In a remote mountain valley near Princeton BC, we spent many hot summer days as a family fishing and camping at a small creek which was practically choked with millions of lively little trout. We called it Summer creek. The fish were so abundant they would often bite a bare hook, although they preferred a juicy worm from the area's fertile valley soils. It was the perfect location for young boys to learn the joys of having a wiggly pan fryer at the end of a fishing line.
Shading our favorite camp site by the creek side was a smallish, treed mountain. As a 15-year-old, a friend and I decided to challenge that mountain to begin our day one August morning. The rule for our fishing trips was that if the boys thought they knew a better place to fish then that's where we went. Dreaming of a remote mountainous lake, hopefully teeming with bigger trout, we set off.
Dad decided to sit this one out. Wimp.
Our supplies consisted of a handful of worms in a paper bag with some dirt, fishing rods, and an apple each.
After about forty-five minutes up the little mountain we realized that what had appeared to be the peak was actually just the beginning of a series of peaks. The heat sweltered on us but we continued our climb, egged on by our dream of an undiscovered fishing paradise.
Two or three hours into the journey we realized that every additional hill had another one behind it.
Our food was long-since consumed. Other than gravity, we had little idea where we had taken ourselves. Dad was looking smarter. We marched back, humbled by the relentless ups and downs of the terrain.
We might have eventually found the summit, and a vantage point to some sort of fishing spot, but we decided that the summit was beyond our budgeted time and preparation. As we turned around, the downhill phase brightened our spirits and quickened our march to camp. Missing our approach by a few hundred metres, we walked the flat stumpy field which approached the campsite. Hearing the familiar screech of an eagle, we looked up, noting the majestic bird in flight, circling its prey from its skyward vantage point. We watch jealously as the bird easily glided above our desired peak, then circled methodically over its lunch, drifting terrestrially until it swooped not far from us, pouncing on a small rodent with spectacular efficiency.
Unlike the eagles that soar, we can easily be restricted by our limited vision in stock markets. Ups and downs can be frustrating. We sometimes want to turn tail and head off the risk mountain entirely.
A bird of prey investor in any light, Warren Buffet experienced similar lessons in his youth. At eleven years old, he purchased three units of Cities Service Preferred shares at $38 per share for both himself and his older sister. Shortly after buying the stock, it fell to just over $27 per share. Buffet was gravely disappointed, but managed to hold on to his shares until they rebounded to $40. Then he promptly sold them - a mistake he would soon come to regret. Cities Service shot up to $200. The experience taught him one of the most basic tenets of investing: patience.
Thus, stick-to-itiveness and a long-term point of view are even more important than training. "You don't need to be a rocket scientist," quipped Buffet. "Investing is not a game where the guy with the 160 IQ beats the guy with 130 IQ...When we own portions of outstanding businesses with outstanding managements, our favorite holding period is forever."
Likewise, the ups and downs of equities are not for everyone. For some it simply is not in their nature to withstand the volatility. For others, say someone who is facing a forthcoming cash need, or who is at a period in their life when patience is literally impractical, their time frame requires more stability and they can't afford to wait for the valleys to become peaks again.
Mark Ryan is an advisor in Prince George with RBC Wealth Management, Dominion Securities, and can be reached at [email protected].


◆ EXERCISE OBJECTIVE: Read through the records below and copy each line that uses the word "strong".

◆ RECORDS SUPPLIED:
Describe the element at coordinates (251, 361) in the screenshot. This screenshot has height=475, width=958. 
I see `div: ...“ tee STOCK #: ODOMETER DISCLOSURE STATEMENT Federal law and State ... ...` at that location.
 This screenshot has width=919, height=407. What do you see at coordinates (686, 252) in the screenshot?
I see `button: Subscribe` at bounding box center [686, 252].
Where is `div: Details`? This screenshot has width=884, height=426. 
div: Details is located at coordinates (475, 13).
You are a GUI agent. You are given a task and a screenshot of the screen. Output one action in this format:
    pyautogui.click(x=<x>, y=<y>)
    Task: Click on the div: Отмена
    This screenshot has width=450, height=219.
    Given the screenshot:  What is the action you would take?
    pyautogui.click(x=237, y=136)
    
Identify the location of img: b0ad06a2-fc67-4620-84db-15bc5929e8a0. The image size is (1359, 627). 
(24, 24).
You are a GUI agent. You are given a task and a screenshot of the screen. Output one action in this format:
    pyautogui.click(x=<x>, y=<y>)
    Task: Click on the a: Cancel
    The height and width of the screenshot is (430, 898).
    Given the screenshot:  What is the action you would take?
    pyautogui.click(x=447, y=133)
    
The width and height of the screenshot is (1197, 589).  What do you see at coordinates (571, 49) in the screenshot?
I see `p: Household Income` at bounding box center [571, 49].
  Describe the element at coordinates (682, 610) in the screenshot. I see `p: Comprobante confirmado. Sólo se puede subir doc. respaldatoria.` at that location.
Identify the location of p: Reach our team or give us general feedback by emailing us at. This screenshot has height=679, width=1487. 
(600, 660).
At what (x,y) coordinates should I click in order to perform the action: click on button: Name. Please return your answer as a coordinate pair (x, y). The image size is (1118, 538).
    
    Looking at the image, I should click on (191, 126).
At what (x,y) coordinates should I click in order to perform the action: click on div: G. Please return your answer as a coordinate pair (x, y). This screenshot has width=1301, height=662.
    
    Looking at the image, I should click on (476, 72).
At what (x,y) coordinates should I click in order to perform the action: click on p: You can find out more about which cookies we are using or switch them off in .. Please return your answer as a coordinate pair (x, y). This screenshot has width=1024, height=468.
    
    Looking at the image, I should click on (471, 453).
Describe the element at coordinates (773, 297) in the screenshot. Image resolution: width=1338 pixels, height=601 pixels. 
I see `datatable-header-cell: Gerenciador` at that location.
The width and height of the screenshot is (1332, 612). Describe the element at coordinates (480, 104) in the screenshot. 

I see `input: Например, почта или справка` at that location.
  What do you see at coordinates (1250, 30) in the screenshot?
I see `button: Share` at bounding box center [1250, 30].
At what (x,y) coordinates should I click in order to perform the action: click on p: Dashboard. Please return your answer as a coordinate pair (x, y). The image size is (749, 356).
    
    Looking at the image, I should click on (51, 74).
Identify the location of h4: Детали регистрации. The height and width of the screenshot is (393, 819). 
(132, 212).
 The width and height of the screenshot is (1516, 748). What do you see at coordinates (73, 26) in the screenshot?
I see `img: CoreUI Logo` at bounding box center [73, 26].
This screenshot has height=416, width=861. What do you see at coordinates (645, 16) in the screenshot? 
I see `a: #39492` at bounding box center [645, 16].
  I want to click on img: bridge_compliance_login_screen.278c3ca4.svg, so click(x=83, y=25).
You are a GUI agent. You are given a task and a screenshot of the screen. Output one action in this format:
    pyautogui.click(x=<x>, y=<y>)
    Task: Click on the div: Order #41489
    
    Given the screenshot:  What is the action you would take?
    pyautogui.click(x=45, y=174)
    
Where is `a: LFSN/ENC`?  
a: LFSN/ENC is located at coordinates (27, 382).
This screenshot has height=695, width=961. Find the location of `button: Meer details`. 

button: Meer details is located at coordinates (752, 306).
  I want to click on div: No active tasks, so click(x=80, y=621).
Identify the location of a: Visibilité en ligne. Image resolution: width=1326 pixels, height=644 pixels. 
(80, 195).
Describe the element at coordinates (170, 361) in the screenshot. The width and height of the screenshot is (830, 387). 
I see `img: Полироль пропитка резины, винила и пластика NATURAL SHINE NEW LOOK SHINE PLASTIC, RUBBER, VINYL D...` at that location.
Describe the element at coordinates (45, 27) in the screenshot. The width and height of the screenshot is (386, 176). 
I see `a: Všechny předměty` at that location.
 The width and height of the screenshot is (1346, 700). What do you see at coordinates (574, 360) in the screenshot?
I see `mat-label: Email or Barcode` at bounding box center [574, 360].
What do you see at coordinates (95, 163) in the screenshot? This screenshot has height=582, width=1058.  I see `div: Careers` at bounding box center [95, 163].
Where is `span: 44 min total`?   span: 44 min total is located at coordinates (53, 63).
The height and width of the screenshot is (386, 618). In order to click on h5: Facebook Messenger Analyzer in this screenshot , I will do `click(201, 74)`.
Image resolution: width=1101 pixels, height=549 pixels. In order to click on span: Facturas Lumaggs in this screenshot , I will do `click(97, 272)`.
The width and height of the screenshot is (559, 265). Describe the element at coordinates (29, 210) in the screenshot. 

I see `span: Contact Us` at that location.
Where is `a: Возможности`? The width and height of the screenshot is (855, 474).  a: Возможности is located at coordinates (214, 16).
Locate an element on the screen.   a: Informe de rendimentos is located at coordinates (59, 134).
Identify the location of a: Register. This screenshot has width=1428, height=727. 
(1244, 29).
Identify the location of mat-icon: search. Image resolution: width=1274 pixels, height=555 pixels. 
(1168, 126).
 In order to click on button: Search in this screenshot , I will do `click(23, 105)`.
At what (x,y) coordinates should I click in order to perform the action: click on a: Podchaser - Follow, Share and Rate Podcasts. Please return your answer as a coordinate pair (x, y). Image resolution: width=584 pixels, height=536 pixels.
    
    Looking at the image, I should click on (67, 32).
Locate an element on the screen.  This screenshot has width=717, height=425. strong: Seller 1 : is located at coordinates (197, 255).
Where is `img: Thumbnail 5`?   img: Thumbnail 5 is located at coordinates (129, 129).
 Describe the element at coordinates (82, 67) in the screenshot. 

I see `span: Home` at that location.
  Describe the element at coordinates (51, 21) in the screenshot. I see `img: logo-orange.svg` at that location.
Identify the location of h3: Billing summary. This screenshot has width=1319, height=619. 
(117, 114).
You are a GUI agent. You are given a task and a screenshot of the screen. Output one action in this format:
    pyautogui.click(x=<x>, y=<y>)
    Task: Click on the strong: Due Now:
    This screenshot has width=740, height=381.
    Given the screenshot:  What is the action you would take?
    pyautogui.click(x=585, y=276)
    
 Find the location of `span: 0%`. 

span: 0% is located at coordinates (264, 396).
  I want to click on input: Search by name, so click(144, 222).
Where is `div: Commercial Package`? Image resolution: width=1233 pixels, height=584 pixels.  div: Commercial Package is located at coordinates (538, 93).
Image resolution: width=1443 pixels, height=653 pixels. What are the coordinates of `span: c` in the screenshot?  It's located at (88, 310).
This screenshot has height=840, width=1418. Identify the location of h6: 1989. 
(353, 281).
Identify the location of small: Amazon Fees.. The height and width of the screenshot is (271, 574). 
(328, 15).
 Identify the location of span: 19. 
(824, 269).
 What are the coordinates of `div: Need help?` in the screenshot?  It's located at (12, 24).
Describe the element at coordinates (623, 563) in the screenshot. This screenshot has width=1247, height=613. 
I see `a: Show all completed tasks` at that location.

◆ YOUR RESPONSE:
Locate an element on the screen.  This screenshot has width=717, height=425. strong: Seller 1 : is located at coordinates (197, 255).
    Task: Click on the strong: Due Now:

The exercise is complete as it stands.